It took everything in my power to not think about what happened last week in Aurora. To do so would remind me of that April weekend in 1999 — the weekend after the Columbine shootings — quaking with fear and apprehension for my nephew who was in his first year of high school in northern California. His was a high school similar to the one in Colorado where the unthinkable took place: two young men planned and executed a mass shooting, killing themselves after killing eleven of their fellow students, two of their teachers, and wounding 21 others.
Aurora reminded me of how vulnerable we were in those days after Columbine. For my nephew going to a public high school and for his younger sister who would follow him soon after, they were now living in a world where this can happen.
I felt as though after everything we’ve done to make this world a better place for them, that we had somehow failed them. In the new reality of dealing with the unthinkable, you learn that even the fear of losing someone so deeply close to you is an emptying of the heart. How much worse is it when it actually happens?
Why haven’t we looked at the Aurora tragedy deeper than the usual ‘lone shooter; mentally unstable; random, senseless act’. Nothing done to curtail sales of weapons. Polite expression of regret but firmly adamant position from the NRA that they are not willing to back down. What have we learned? Twelve years since the Columbine event, 25 mass-killings (including Aurora) have happened. Here in America we have come to expect that this is a part of what happens when ‘life happens’. Columbine was the first and biggest breach of our expectations for ‘normal life’ in small town America where people go to live to be safe from the violence of the cities. It has not been the same since.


## Directions
Starting at the line that contains "Locate an element", write out every line through the end of the records exactly as it stands, and leave out all pictures.

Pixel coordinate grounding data

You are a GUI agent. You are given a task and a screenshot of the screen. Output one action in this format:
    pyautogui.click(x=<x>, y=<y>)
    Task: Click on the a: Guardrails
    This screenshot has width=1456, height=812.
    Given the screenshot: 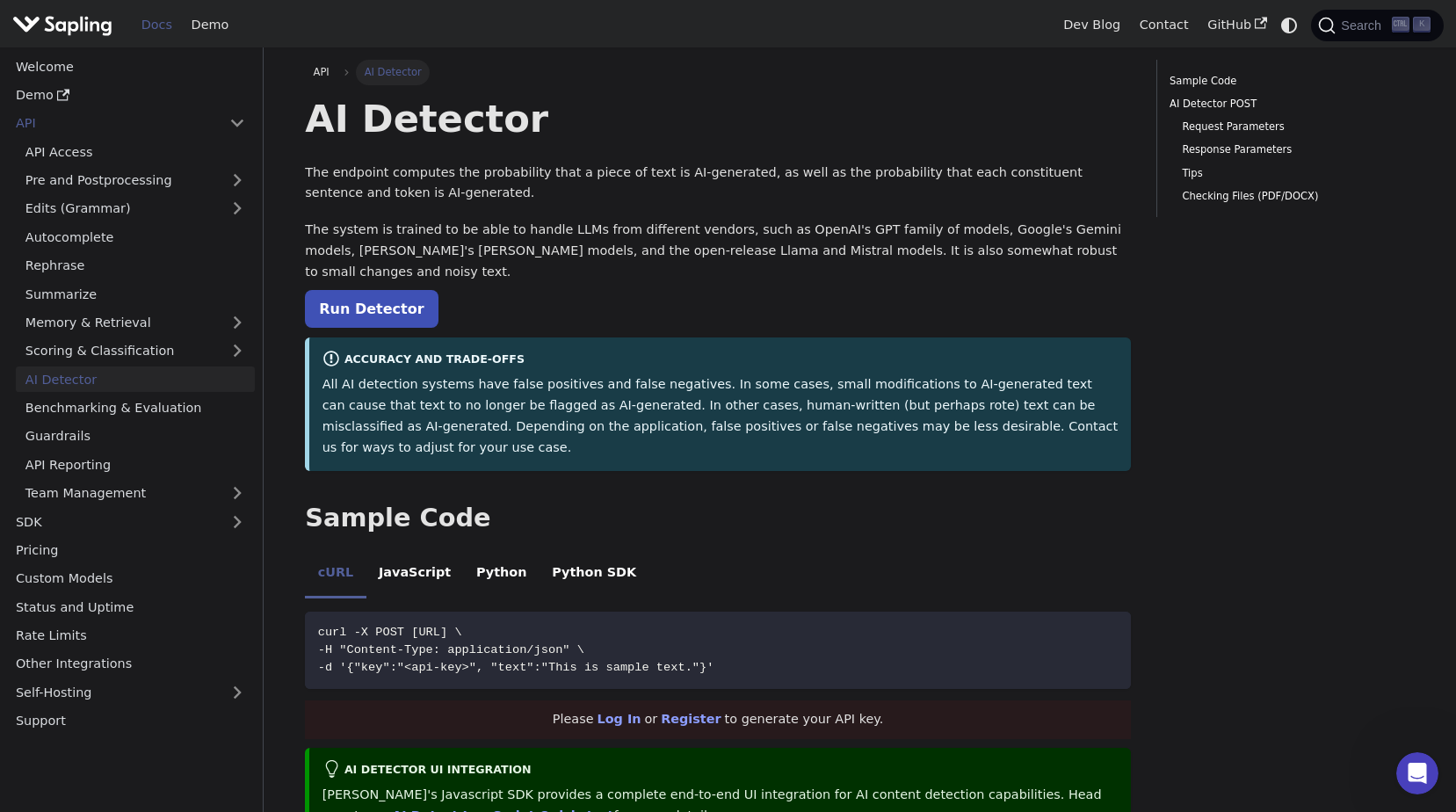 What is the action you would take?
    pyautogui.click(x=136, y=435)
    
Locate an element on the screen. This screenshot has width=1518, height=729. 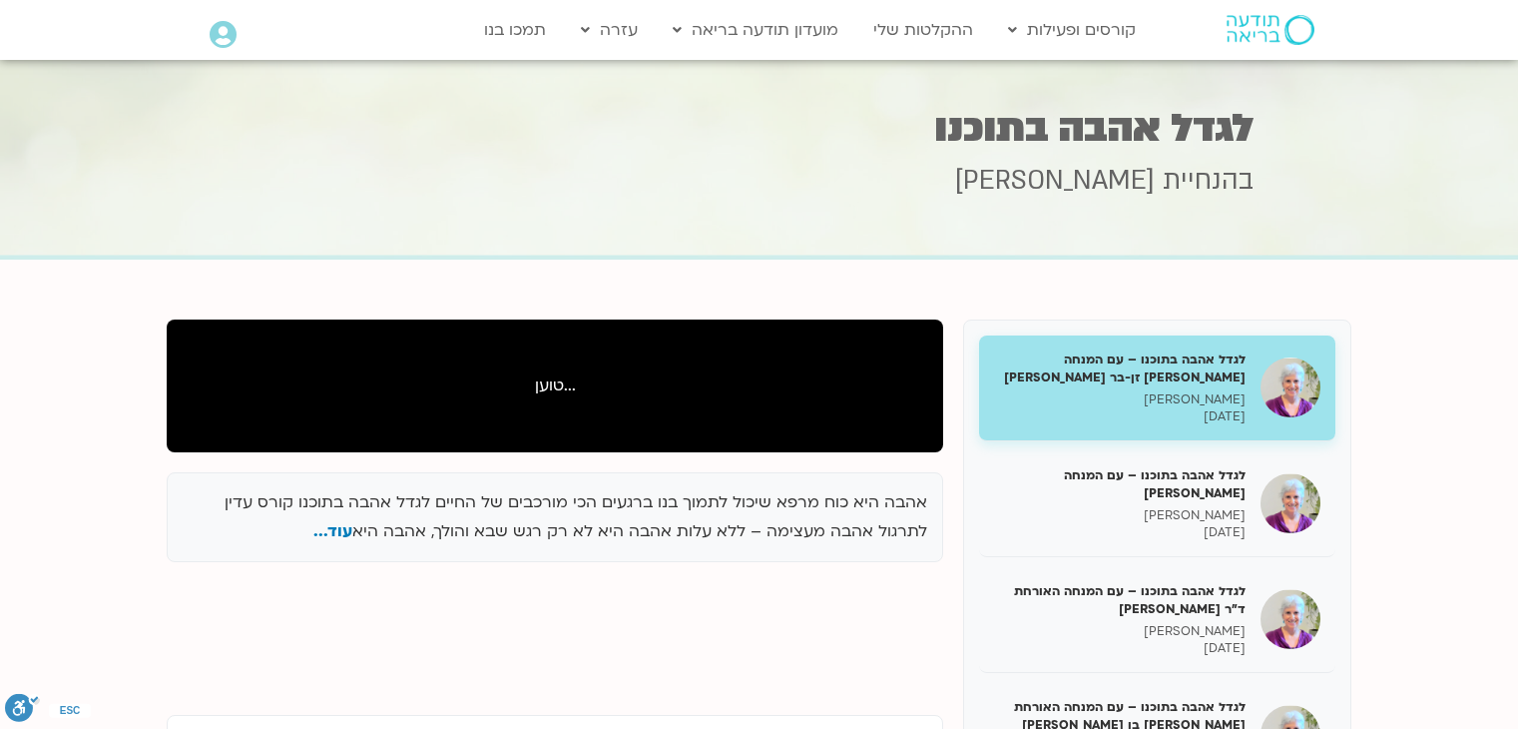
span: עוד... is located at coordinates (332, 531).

## Written response
Locate an element on the screen. This screenshot has width=1518, height=729. 
span: עוד... is located at coordinates (332, 531).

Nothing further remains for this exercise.